Made in God’s image
Children of God, made in God’s image. How? Genesis gives no explanations, but we do know instinctively that it is not a physical image. God’s explanation is to send Jesus, the incarnate One, God enfleshed. Don’t try to explain the incarnation to me! It is further from being explainable than the furthest star in the furthest galaxy. It is love, God’s limitless love enfleshing that love into the form of a human being, Jesus, the Christ, fully human and fully divine.
Was there a moment, known only to God, when all the stars held their breath, when the galaxies paused in their dance for a fraction of a second, and the Word, who had called it all into being, went with all his love into the womb of a young girl, and the universe started to breathe again, and the ancient harmonies resumed their song, and the angels clapped their hands for joy?
Power. Greater power than we can imagine, abandoned, as the Word knew the powerlessness of the unborn child, still unformed, taking up almost no space in the great ocean of amniotic fluid, unseeing, unhearing, unknowing. Slowly growing, as any human embryo grows, arms and legs and a head, eyes, mouth, nose, slowly swimming into life until the ocean in the womb is no longer large enough, and it is time for birth.
Christ, the Second Person of the Trinity, Christ, the Maker of the universe or perhaps many universes, willingly and lovingly leaving all that power and coming to this poor, sin-filled planet to live with us for a few years to show us what we ought to be and could be. Christ came to us as Jesus of Nazareth, wholly human and wholly divine, to show us what it means to be made in God’s image.
Madeleine L’Engle (1918-2007)
Madeleine L’Engle (1918-2007) was an American writer best known for young adult fiction. She won the Newbery Medal for A Wrinkle in Time and the National Book Award for A Swiftly Tilting Planet. Heavily influenced by George MacDonald, her works reflected her strong religious convictions.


Task instructions: Without including the images, transcribe each record precisely as it appears below.

Data for this task:
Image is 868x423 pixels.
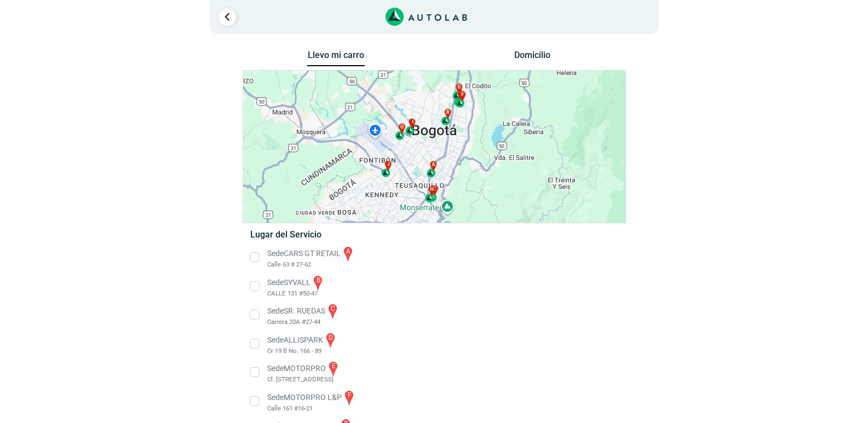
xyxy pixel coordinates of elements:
a: Ir al paso anterior [219,8,236,26]
span: c [433,185,436,194]
button: Domicilio [503,50,561,66]
h5: Lugar del Servicio [251,229,618,240]
button: Llevo mi carro [307,50,365,67]
span: j [386,161,389,168]
span: b [446,109,449,117]
span: g [400,124,403,132]
a: Link al sitio de autolab [386,11,467,21]
span: a [431,161,435,168]
span: e [460,90,463,98]
span: f [461,91,464,98]
span: i [412,119,414,126]
span: d [457,84,460,92]
span: h [430,186,433,194]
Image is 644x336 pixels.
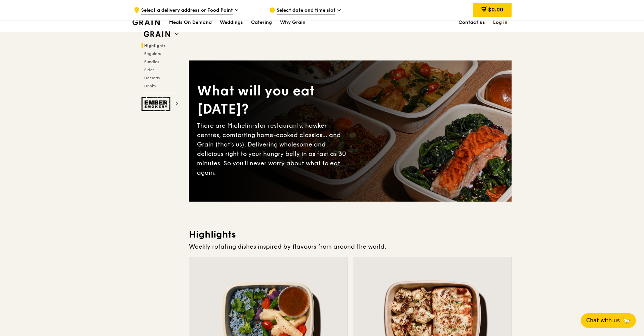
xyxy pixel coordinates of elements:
[144,84,156,88] span: Drinks
[169,19,212,26] h1: Meals On Demand
[144,68,154,72] span: Sides
[197,121,350,177] div: There are Michelin-star restaurants, hawker centres, comforting home-cooked classics… and Grain (...
[280,13,305,32] div: Why Grain
[454,13,489,32] a: Contact us
[189,229,511,241] h3: Highlights
[141,7,233,14] span: Select a delivery address or Food Point
[144,60,159,64] span: Bundles
[216,13,247,32] a: Weddings
[488,6,503,13] span: $0.00
[489,13,511,32] a: Log in
[220,13,243,32] div: Weddings
[581,313,636,328] button: Chat with us🦙
[189,242,511,251] div: Weekly rotating dishes inspired by flavours from around the world.
[247,13,276,32] a: Catering
[144,76,160,80] span: Desserts
[144,51,161,56] span: Regulars
[142,97,172,111] img: Ember Smokery web logo
[276,7,336,14] span: Select date and time slot
[197,82,350,118] div: What will you eat [DATE]?
[622,317,630,325] span: 🦙
[142,28,172,40] img: Grain web logo
[586,317,620,325] span: Chat with us
[144,43,166,48] span: Highlights
[276,13,309,32] a: Why Grain
[251,13,272,32] div: Catering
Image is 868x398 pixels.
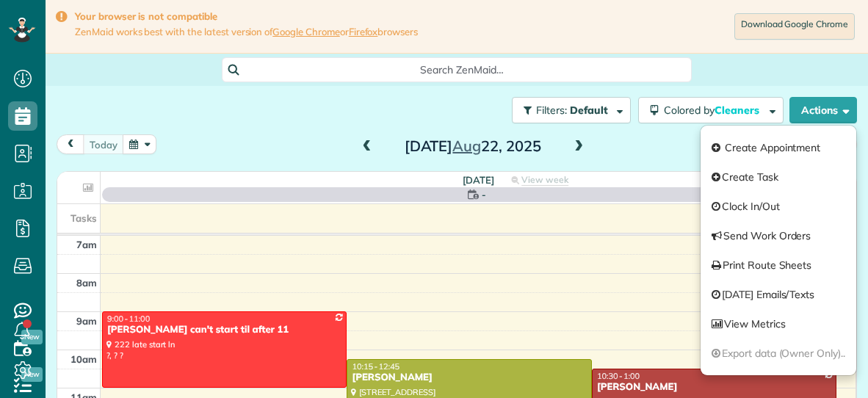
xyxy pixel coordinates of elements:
[734,13,855,39] a: Download Google Chrome
[75,10,418,23] strong: Your browser is not compatible
[639,97,784,123] button: Colored byCleaners
[381,138,565,154] h2: [DATE] 22, 2025
[352,361,400,371] span: 10:15 - 12:45
[83,134,124,154] button: today
[505,97,631,123] a: Filters: Default
[701,309,857,339] a: View Metrics
[701,192,857,221] a: Clock In/Out
[701,221,857,251] a: Send Work Orders
[597,371,639,381] span: 10:30 - 1:00
[453,137,481,155] span: Aug
[56,134,85,154] button: prev
[701,163,857,192] a: Create Task
[664,104,764,116] span: Colored by
[106,324,342,336] div: [PERSON_NAME] can't start til after 11
[597,381,832,394] div: [PERSON_NAME]
[463,174,495,186] span: [DATE]
[76,239,97,251] span: 7am
[107,313,150,324] span: 9:00 - 11:00
[701,133,857,163] a: Create Appointment
[76,315,97,327] span: 9am
[512,97,631,123] button: Filters: Default
[75,26,418,39] span: ZenMaid works best with the latest version of or browsers
[70,353,97,365] span: 10am
[76,277,97,288] span: 8am
[349,26,378,38] a: Firefox
[715,104,762,116] span: Cleaners
[570,104,609,116] span: Default
[351,371,587,384] div: [PERSON_NAME]
[701,280,857,309] a: [DATE] Emails/Texts
[482,187,486,202] span: -
[790,97,858,123] button: Actions
[272,26,340,38] a: Google Chrome
[701,251,857,280] a: Print Route Sheets
[70,212,97,224] span: Tasks
[536,104,568,116] span: Filters:
[521,174,568,186] span: View week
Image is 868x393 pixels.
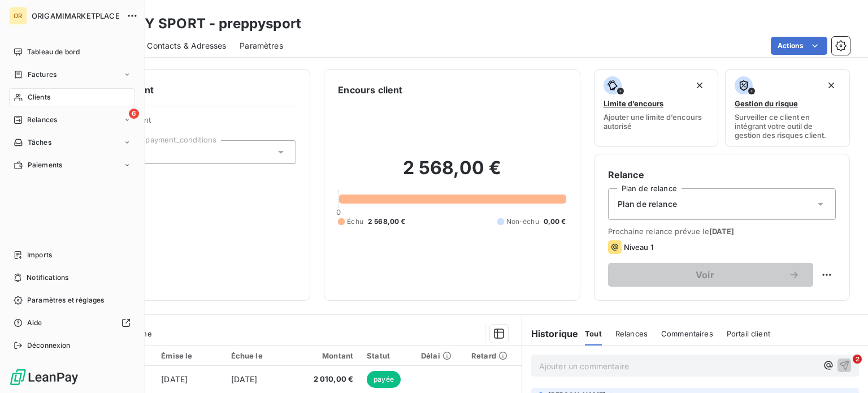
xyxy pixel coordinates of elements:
[27,318,43,328] span: Aide
[147,40,226,51] span: Contacts & Adresses
[27,296,104,306] span: Paramètres et réglages
[161,352,217,361] div: Émise le
[338,157,566,191] h2: 2 568,00 €
[306,374,353,385] span: 2 010,00 €
[28,70,57,80] span: Factures
[622,270,789,280] span: Voir
[725,69,851,147] button: Gestion du risqueSurveiller ce client en intégrant votre outil de gestion des risques client.
[735,99,798,108] span: Gestion du risque
[853,355,862,364] span: 2
[27,250,52,260] span: Imports
[9,368,79,387] img: Logo LeanPay
[603,112,709,130] span: Ajouter une limite d’encours autorisé
[161,375,188,384] span: [DATE]
[608,227,836,236] span: Prochaine relance prévue le
[231,352,293,361] div: Échue le
[624,243,653,252] span: Niveau 1
[661,330,713,338] span: Commentaires
[709,227,735,236] span: [DATE]
[336,208,341,217] span: 0
[231,375,257,384] span: [DATE]
[239,40,284,51] span: Paramètres
[9,314,135,332] a: Aide
[727,330,771,338] span: Portail client
[306,352,353,361] div: Montant
[544,217,566,227] span: 0,00 €
[27,273,69,283] span: Notifications
[608,263,814,287] button: Voir
[28,93,51,103] span: Clients
[735,112,840,140] span: Surveiller ce client en intégrant votre outil de gestion des risques client.
[830,355,857,382] iframe: Intercom live chat
[91,115,296,131] span: Propriétés Client
[129,108,139,119] span: 6
[618,198,678,210] span: Plan de relance
[69,83,296,96] h6: Informations client
[771,37,828,55] button: Actions
[27,115,57,125] span: Relances
[28,161,62,170] span: Paiements
[522,327,579,341] h6: Historique
[28,138,51,148] span: Tâches
[100,13,302,34] h3: PREPPY SPORT - preppysport
[338,83,403,96] h6: Encours client
[608,168,836,182] h6: Relance
[585,330,602,338] span: Tout
[603,99,663,108] span: Limite d’encours
[367,352,408,361] div: Statut
[472,352,515,361] div: Retard
[9,7,27,25] div: OR
[594,69,719,147] button: Limite d’encoursAjouter une limite d’encours autorisé
[421,352,458,361] div: Délai
[27,341,70,351] span: Déconnexion
[615,330,648,338] span: Relances
[368,217,406,227] span: 2 568,00 €
[27,47,80,57] span: Tableau de bord
[347,217,363,227] span: Échu
[32,11,120,21] span: ORIGAMIMARKETPLACE
[506,217,539,227] span: Non-échu
[367,372,400,388] span: payée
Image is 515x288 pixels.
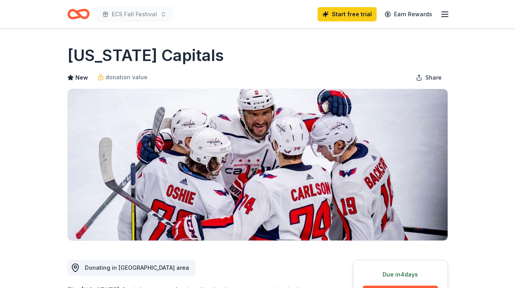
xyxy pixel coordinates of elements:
img: Image for Washington Capitals [68,89,448,241]
button: ECS Fall Festival [96,6,173,22]
span: Share [426,73,442,83]
a: Home [67,5,90,23]
span: Donating in [GEOGRAPHIC_DATA] area [85,265,189,271]
a: donation value [98,73,148,82]
div: Due in 4 days [363,270,438,280]
span: ECS Fall Festival [112,10,157,19]
a: Start free trial [318,7,377,21]
h1: [US_STATE] Capitals [67,44,224,67]
span: donation value [106,73,148,82]
a: Earn Rewards [380,7,437,21]
button: Share [410,70,448,86]
span: New [75,73,88,83]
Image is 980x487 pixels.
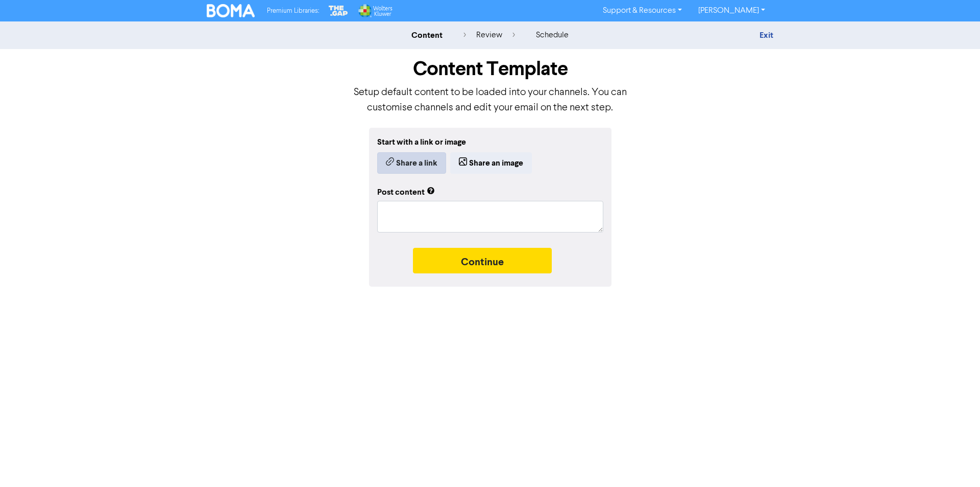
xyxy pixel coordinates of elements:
[463,29,515,41] div: review
[267,8,319,14] span: Premium Libraries:
[450,152,532,173] button: Share an image
[207,4,255,18] img: BOMA Logo
[759,30,773,40] a: Exit
[536,29,568,41] div: schedule
[690,3,773,19] a: [PERSON_NAME]
[377,186,435,198] div: Post content
[352,85,628,116] p: Setup default content to be loaded into your channels. You can customise channels and edit your e...
[929,438,980,487] iframe: Chat Widget
[377,152,446,173] button: Share a link
[357,4,392,18] img: Wolters Kluwer
[352,57,628,80] h1: Content Template
[413,248,552,273] button: Continue
[595,3,690,19] a: Support & Resources
[327,4,350,18] img: The Gap
[411,29,443,41] div: content
[377,136,603,148] div: Start with a link or image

Expected answer:
Image is 868x423 pixels.
xyxy pixel coordinates of elements:
a: Ir al paso anterior [219,8,236,26]
span: c [433,185,436,194]
button: Domicilio [503,50,561,66]
h5: Lugar del Servicio [251,229,618,240]
button: Llevo mi carro [307,50,365,67]
span: j [386,161,389,168]
span: b [446,109,449,117]
span: g [400,124,403,132]
a: Link al sitio de autolab [386,11,467,21]
span: a [431,161,435,168]
span: e [460,90,463,98]
span: f [461,91,464,98]
span: i [412,119,414,126]
span: d [457,84,460,92]
span: h [430,186,433,194]
Image is 644x336 pixels.
xyxy pixel coordinates of elements:
[144,84,156,88] span: Drinks
[169,19,212,26] h1: Meals On Demand
[144,68,154,72] span: Sides
[197,121,350,177] div: There are Michelin-star restaurants, hawker centres, comforting home-cooked classics… and Grain (...
[280,13,305,32] div: Why Grain
[454,13,489,32] a: Contact us
[189,229,511,241] h3: Highlights
[141,7,233,14] span: Select a delivery address or Food Point
[144,60,159,64] span: Bundles
[216,13,247,32] a: Weddings
[488,6,503,13] span: $0.00
[489,13,511,32] a: Log in
[220,13,243,32] div: Weddings
[581,313,636,328] button: Chat with us🦙
[189,242,511,251] div: Weekly rotating dishes inspired by flavours from around the world.
[247,13,276,32] a: Catering
[144,76,160,80] span: Desserts
[144,51,161,56] span: Regulars
[142,97,172,111] img: Ember Smokery web logo
[276,7,336,14] span: Select date and time slot
[197,82,350,118] div: What will you eat [DATE]?
[622,317,630,325] span: 🦙
[142,28,172,40] img: Grain web logo
[586,317,620,325] span: Chat with us
[144,43,166,48] span: Highlights
[276,13,309,32] a: Why Grain
[251,13,272,32] div: Catering
Image is 868x398 pixels.
xyxy pixel coordinates of elements:
[734,13,855,39] a: Download Google Chrome
[75,10,418,23] strong: Your browser is not compatible
[639,97,784,123] button: Colored byCleaners
[381,138,565,154] h2: [DATE] 22, 2025
[352,361,400,371] span: 10:15 - 12:45
[83,134,124,154] button: today
[505,97,631,123] a: Filters: Default
[701,309,857,339] a: View Metrics
[701,192,857,221] a: Clock In/Out
[701,221,857,251] a: Send Work Orders
[597,371,639,381] span: 10:30 - 1:00
[453,137,481,155] span: Aug
[56,134,85,154] button: prev
[701,163,857,192] a: Create Task
[664,104,764,116] span: Colored by
[106,324,342,336] div: [PERSON_NAME] can't start til after 11
[597,381,832,394] div: [PERSON_NAME]
[463,174,495,186] span: [DATE]
[76,239,97,251] span: 7am
[107,313,150,324] span: 9:00 - 11:00
[701,133,857,163] a: Create Appointment
[76,315,97,327] span: 9am
[512,97,631,123] button: Filters: Default
[75,26,418,39] span: ZenMaid works best with the latest version of or browsers
[70,353,97,365] span: 10am
[76,277,97,288] span: 8am
[349,26,378,38] a: Firefox
[715,104,762,116] span: Cleaners
[570,104,609,116] span: Default
[351,371,587,384] div: [PERSON_NAME]
[701,280,857,309] a: [DATE] Emails/Texts
[482,187,486,202] span: -
[790,97,858,123] button: Actions
[272,26,340,38] a: Google Chrome
[701,251,857,280] a: Print Route Sheets
[70,212,97,224] span: Tasks
[536,104,568,116] span: Filters:
[521,174,568,186] span: View week
Image is 868x393 pixels.
xyxy pixel coordinates of elements:
[27,318,43,328] span: Aide
[147,40,226,51] span: Contacts & Adresses
[27,296,104,306] span: Paramètres et réglages
[161,352,217,361] div: Émise le
[338,157,566,191] h2: 2 568,00 €
[306,374,353,385] span: 2 010,00 €
[28,70,57,80] span: Factures
[622,270,789,280] span: Voir
[725,69,851,147] button: Gestion du risqueSurveiller ce client en intégrant votre outil de gestion des risques client.
[735,99,798,108] span: Gestion du risque
[853,355,862,364] span: 2
[27,250,52,260] span: Imports
[9,368,79,387] img: Logo LeanPay
[603,112,709,130] span: Ajouter une limite d’encours autorisé
[161,375,188,384] span: [DATE]
[608,227,836,236] span: Prochaine relance prévue le
[231,352,293,361] div: Échue le
[624,243,653,252] span: Niveau 1
[661,330,713,338] span: Commentaires
[709,227,735,236] span: [DATE]
[336,208,341,217] span: 0
[231,375,257,384] span: [DATE]
[239,40,284,51] span: Paramètres
[9,314,135,332] a: Aide
[727,330,771,338] span: Portail client
[306,352,353,361] div: Montant
[544,217,566,227] span: 0,00 €
[27,273,69,283] span: Notifications
[608,263,814,287] button: Voir
[28,93,51,103] span: Clients
[735,112,840,140] span: Surveiller ce client en intégrant votre outil de gestion des risques client.
[830,355,857,382] iframe: Intercom live chat
[91,115,296,131] span: Propriétés Client
[129,108,139,119] span: 6
[618,198,678,210] span: Plan de relance
[69,83,296,96] h6: Informations client
[771,37,828,55] button: Actions
[27,115,57,125] span: Relances
[28,161,62,170] span: Paiements
[522,327,579,341] h6: Historique
[28,138,51,148] span: Tâches
[100,13,302,34] h3: PREPPY SPORT - preppysport
[338,83,403,96] h6: Encours client
[608,168,836,182] h6: Relance
[585,330,602,338] span: Tout
[603,99,663,108] span: Limite d’encours
[367,352,408,361] div: Statut
[472,352,515,361] div: Retard
[9,7,27,25] div: OR
[594,69,719,147] button: Limite d’encoursAjouter une limite d’encours autorisé
[421,352,458,361] div: Délai
[27,341,70,351] span: Déconnexion
[615,330,648,338] span: Relances
[368,217,406,227] span: 2 568,00 €
[27,47,80,57] span: Tableau de bord
[347,217,363,227] span: Échu
[32,11,120,21] span: ORIGAMIMARKETPLACE
[506,217,539,227] span: Non-échu
[367,372,400,388] span: payée
Image is 515x288 pixels.
xyxy pixel coordinates of elements:
img: Image for Washington Capitals [68,89,448,241]
button: ECS Fall Festival [96,6,173,22]
span: Share [426,73,442,83]
a: Home [67,5,90,23]
span: Donating in [GEOGRAPHIC_DATA] area [85,265,189,271]
a: donation value [98,73,148,82]
div: Due in 4 days [363,270,438,280]
span: ECS Fall Festival [112,10,157,19]
a: Start free trial [318,7,377,21]
h1: [US_STATE] Capitals [67,44,224,67]
span: donation value [106,73,148,82]
a: Earn Rewards [380,7,437,21]
button: Share [410,70,448,86]
span: New [75,73,88,83]
Image is 980x487 pixels.
xyxy pixel coordinates of elements:
[463,29,515,41] div: review
[267,8,319,14] span: Premium Libraries:
[450,152,532,173] button: Share an image
[207,4,255,18] img: BOMA Logo
[759,30,773,40] a: Exit
[536,29,568,41] div: schedule
[690,3,773,19] a: [PERSON_NAME]
[377,186,435,198] div: Post content
[352,85,628,116] p: Setup default content to be loaded into your channels. You can customise channels and edit your e...
[929,438,980,487] iframe: Chat Widget
[377,152,446,173] button: Share a link
[357,4,392,18] img: Wolters Kluwer
[352,57,628,80] h1: Content Template
[413,248,552,273] button: Continue
[595,3,690,19] a: Support & Resources
[327,4,350,18] img: The Gap
[411,29,443,41] div: content
[377,136,603,148] div: Start with a link or image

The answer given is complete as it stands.